The sector would be better-served marketing to niches where a razor-sharp focus remains on providing and capturing value. Hughes said the ability to tell the consumer why Ontario beef is worth paying a premium is crucial. Consumer buy-in is non-existent without it. 

“You have to explain why it’s worth more. You need more than the noun beef – you need adjectives that ring true with consumers,” he said. “Who understands it, and say, yes, that gives me a good reason to pay more.”

The best market for Ontario beef is its home market, said Hughes. 

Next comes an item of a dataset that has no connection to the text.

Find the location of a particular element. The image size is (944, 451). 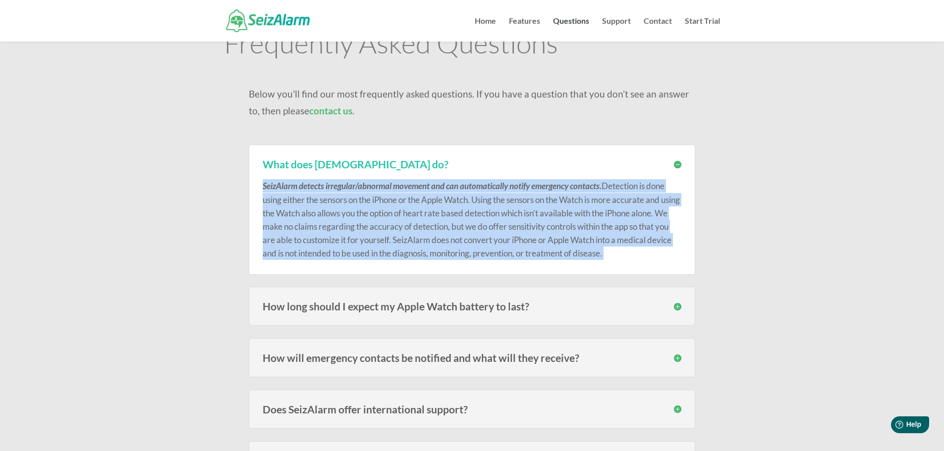

h3: How will emergency contacts be notified and what will they receive? is located at coordinates (472, 358).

The province provides a relatively large population of high-income earners, relative to world standards, and consumers interested in being educated in the Ontario beef story. 

“I think the local market will just get stronger and stronger and stronger (post-COVID-19),” said Hughes. “You need a good story and, what’s more, the story you have at home isn’t necessarily the story . . . for the export market. Because it’s very different consumers.”

About the author

Diana Martin

Diana Martin

Reporter

Diana Martin has spent several decades in the media sector, first as a photojournalist and then evolving into a multi-media journalist. In 2015, she left mainstream media and brought her skills to the agriculture sector. She owns a small farm in Amaranth, Ont.